Hit papers significantly outperform the citation benchmark for their cohort. A paper qualifies
if it has ≥500 total citations, achieves ≥1.5× the top-1% citation threshold for papers in the
same subfield and year (this is the minimum needed to enter the top 1%, not the average
within it), or reaches the top citation threshold in at least one of its specific research
topics.
An Economic Theory of Democracy.
195811.2k citationsAnthony J. Downs et al.profile →
An Economic Theory of Democracy
19602.7k citationsAnthony J. Downs et al.profile →
An Economic Theory of Political Action in a Democracy
Countries citing papers authored by Anthony J. Downs
Since
Specialization
Citations
This map shows the geographic impact of Anthony J. Downs's research. It shows the number of citations coming from papers published by authors working in each country. You can also color the map by specialization and compare the number of citations received by Anthony J. Downs with the expected number of citations based on a country's size and research output (numbers larger than one mean the country cites Anthony J. Downs more than expected).
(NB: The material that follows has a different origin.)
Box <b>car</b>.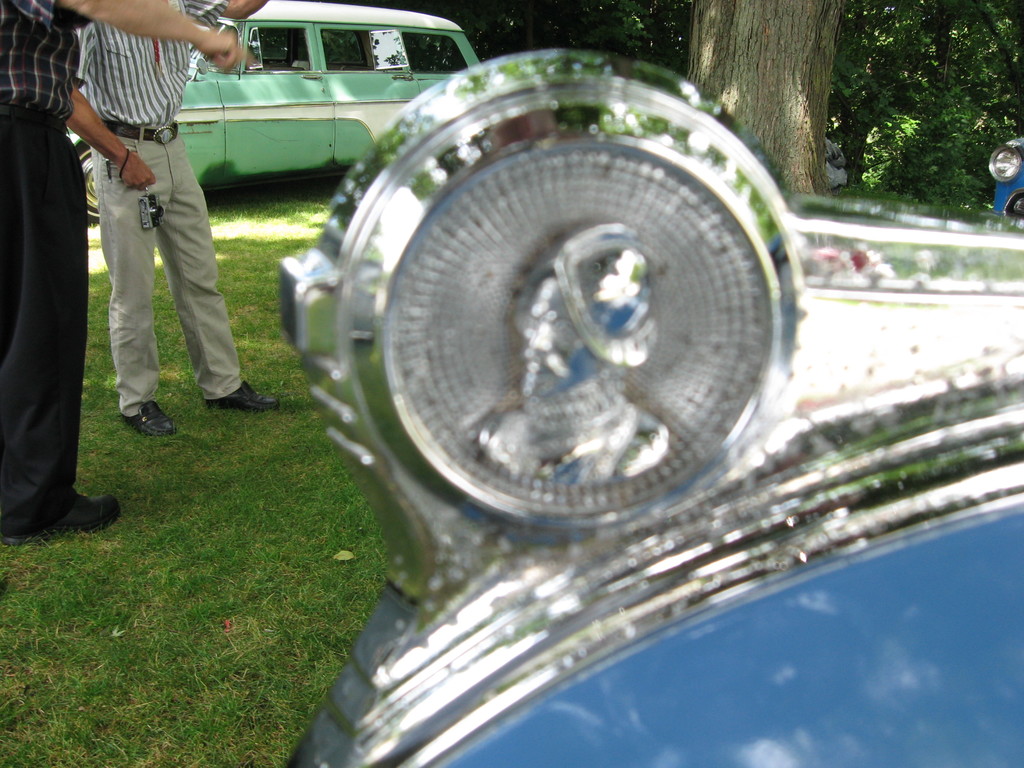
bbox=[984, 134, 1023, 218].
Fields of papers citing papers by Anthony J. Downs
This network shows the impact of papers produced by Anthony J. Downs. Nodes represent research fields, and links connect fields that are likely to share authors. Colored nodes show fields that tend to cite the papers produced by Anthony J. Downs. The network helps show where Anthony J. Downs may publish in the future.
Co-authorship network of co-authors of Anthony J. Downs
This figure shows the co-authorship network connecting the top 25 collaborators of Anthony J. Downs.
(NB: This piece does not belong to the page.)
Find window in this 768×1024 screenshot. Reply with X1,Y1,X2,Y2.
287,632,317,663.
A scholar is included among the top collaborators of Anthony J. Downs based on the total number of
citations received by their joint publications. Widths of edges
represent the number of papers authors have co-authored together.
Node borders
signify the number of papers an author published with Anthony J. Downs. Anthony J. Downs is excluded from
the visualization to improve readability, since they are connected to all nodes in the network.
Downs, Anthony J.. (2004). Why Traffic Congestion is Here to Stay....and Will Get Worse. eScholarship (California Digital Library). 1(25). 19–25.20 indexed citations
6.
Downs, Anthony J.. (2004). Growth management and affordable housing : do they conflict?. Project Muse (Johns Hopkins University).65 indexed citations
7.
Downs, Anthony J.. (2003). WHY FLORIDA'S CONCURRENCY PRINCIPLES (FOR CONTROLLING NEW DEVELOPMENT BY REGULATING ROAD CONSTRUCTION) DO NOT--AND CANNOT--WORK EFFECTIVELY. Transportation quarterly. 57(1).4 indexed citations
8.
Downs, Anthony J.. (2001). What does 'smart growth' really mean?. 67(4).45 indexed citations
Burchell, Robert W., David Listokin, Helen E. Phillips, et al.. (1998). The Costs of Sprawl-Revisited. Digital Commons - University of South Florida (University of South Florida).238 indexed citations
Downs, Anthony J.. (1993). POINT OF VIEW: IMPLEMENTING PEAK-HOUR ROAD PRICING AT FULLSCALE: FINDING SOLUTIONS TO PRACTICAL PROBLEMS. TR news.17 indexed citations
Monroe, Kristen Renwick & Anthony J. Downs. (1991). The Economic Approach to Politics : A Critical Reassessment of the Theory of Rational Action.75 indexed citations
Downs, Anthony J.. (1978). Teoría económica de la acción política en una democracia. Dialnet (Universidad de la Rioja). 8(2). 403–111.18 indexed citations
Downs, Anthony J.. (1973). Federal housing subsidies: how are they working?. Lexington Books.12 indexed citations
19.
Downs, Anthony J.. (1970). Residential Segregation: Its Effects on Education..1 indexed citations
20.
Downs, Anthony J.. (1969). Round Table on Allocation of Resources in Law Enforcement. American Economic Review. 59(2). 504–505.
Rankless uses publication and citation data sourced from OpenAlex, an open and comprehensive
bibliographic database. While OpenAlex provides broad and valuable coverage of the global
research landscape, it—like all bibliographic datasets—has inherent limitations. These include
incomplete records, variations in author disambiguation, differences in journal indexing, and
delays in data updates. As a result, some metrics and network relationships displayed in
Rankless may not fully capture the entirety of a scholar's output or impact.